Other apps take the gaming approach further, with coloured shapes falling towards keys on the screen until the moment they need to be hit – a bit like Guitar Hero, the video game. The piano is also going virtual; PianoVision, an app for Meta Quest’s new VR headsets, lays the gaming action over the space above the piano, allowing the music to seem to float there. It also lays virtual alphabetical labels over a piano’s real keys, to which coloured prompts also appear to descend.
I wonder what piano teachers make of all this gamification of a venerable instrument. “I think they definitely serve a purpose,” says Rhiannon Dew, my son’s teacher, who’s in her 20s. She points out that the Musicians’ Union recommended £40.50 hourly rate for lessons puts them out of reach for most families. (Flowkey starts at £8.50 a month for an annual plan; Simply Piano starts at about £7 a month). She says apps are great for people who just want to have fun with a few songs or chords, but are no substitute for teachers for kids.
Alex Wibrew, a musician and teacher, runs MusicTeachers.co.uk, a platform for mostly piano tutors. He says much of the talk at a recent music education conference was about tech, and the spectre of artificial intelligence. “There was a lot of fear in the room from traditional music teachers but the conclusion was that the technology isn’t quite there to replicate even the education side of it,” he says. Then there’s the human side. “It can be intimidating to learn as an adult; they want somebody who can support and guide them through it. Apps will never replace that emotional connection.”

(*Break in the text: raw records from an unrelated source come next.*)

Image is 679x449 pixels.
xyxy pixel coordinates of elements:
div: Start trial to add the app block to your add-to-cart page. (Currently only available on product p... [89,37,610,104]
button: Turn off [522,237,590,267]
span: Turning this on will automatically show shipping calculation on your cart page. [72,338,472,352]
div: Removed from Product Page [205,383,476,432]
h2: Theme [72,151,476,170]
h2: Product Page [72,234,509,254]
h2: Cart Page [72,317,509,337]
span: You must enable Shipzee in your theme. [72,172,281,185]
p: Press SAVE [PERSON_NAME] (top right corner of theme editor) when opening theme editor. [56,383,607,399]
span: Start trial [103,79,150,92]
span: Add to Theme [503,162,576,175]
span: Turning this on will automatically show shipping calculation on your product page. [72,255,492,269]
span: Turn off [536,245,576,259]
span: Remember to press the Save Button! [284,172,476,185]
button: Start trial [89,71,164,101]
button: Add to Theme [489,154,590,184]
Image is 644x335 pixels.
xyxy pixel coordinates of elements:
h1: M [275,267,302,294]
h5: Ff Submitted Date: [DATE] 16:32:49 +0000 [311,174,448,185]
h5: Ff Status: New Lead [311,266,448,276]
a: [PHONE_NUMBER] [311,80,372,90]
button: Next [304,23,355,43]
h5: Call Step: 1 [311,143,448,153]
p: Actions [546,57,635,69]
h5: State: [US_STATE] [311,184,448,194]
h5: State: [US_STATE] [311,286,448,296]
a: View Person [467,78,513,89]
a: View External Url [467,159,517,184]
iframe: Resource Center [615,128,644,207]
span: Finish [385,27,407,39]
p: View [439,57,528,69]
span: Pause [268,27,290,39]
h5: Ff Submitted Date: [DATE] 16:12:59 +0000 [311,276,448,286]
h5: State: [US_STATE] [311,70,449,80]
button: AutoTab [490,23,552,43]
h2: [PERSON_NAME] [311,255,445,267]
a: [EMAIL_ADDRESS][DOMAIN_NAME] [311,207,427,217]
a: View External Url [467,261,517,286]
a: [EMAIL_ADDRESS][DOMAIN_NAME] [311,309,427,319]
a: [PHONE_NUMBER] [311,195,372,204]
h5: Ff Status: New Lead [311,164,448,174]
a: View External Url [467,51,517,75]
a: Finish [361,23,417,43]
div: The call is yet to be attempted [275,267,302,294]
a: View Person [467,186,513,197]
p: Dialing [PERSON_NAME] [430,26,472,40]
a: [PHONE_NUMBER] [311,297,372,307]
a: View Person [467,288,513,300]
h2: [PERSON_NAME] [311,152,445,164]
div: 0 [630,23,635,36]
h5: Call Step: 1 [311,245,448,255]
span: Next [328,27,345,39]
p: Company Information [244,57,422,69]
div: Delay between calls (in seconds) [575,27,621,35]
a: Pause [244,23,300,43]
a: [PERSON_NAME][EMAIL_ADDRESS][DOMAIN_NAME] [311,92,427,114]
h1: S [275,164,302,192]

He’s no luddite, though, and says his own daughter, who’s eight, uses Simply Piano in addition to traditional lessons. There are signs that tutors are also benefiting from the piano craze; Wibrew says inquiries have gone up almost 40% in the past year while the number of teachers using his platform has doubled. Meanwhile the Music Industry Association tells me it is hearing anecdotal evidence that the keenest app users are graduating to real teachers.
I also have a go at Oktav, a slick German subscription site that presents sheet music as kind of interactive PDFs. It feels more authentic than the gamier apps, but I end up using Flowkey the most, playing songs obsessively until I can avoid mistakes. I have a bash at Paul McCartney and Erik Satie. I’m now trying to master Handel’s Sarabande, which was plucked from baroque obscurity in Stanley Kubrick’s Barry Lyndon, and the intermediate version of Britney’s Baby One More Time.
It’s a joy to be able to make a nice sound, and I want to play more duets with Jake, but I wonder how good I’m actually getting. I stumble on an article about the Dunning-Kruger effect, a cognitive bias that describes the tendency of incompetent people to overestimate their abilities. One minute I can play Handel without a mistake. Next I might stumble while sight-reading Old McDonald in Jake’s beginners’ book.
I also wonder how hard my failed grade two exam was. I contact the Associated Board of the Royal Schools of Music, who dig the 1993 syllabus out of their archives. I put the scan of a “Lullaby” from Twelve Easy Pieces on my iPad. That’s the part of the exam where “many notes went seriously wrong”. As I start trying to play it, I’m less lost than I would have been three months ago. But, without an app’s listening mode or an image of the keys I need to play, progress is painfully slow. Once I manage the first few bars, I, well, give up. As it turns out, the fundamentals still need to be dealt with. But, 30 years after my piano days seemed to be over, I am at least having fun.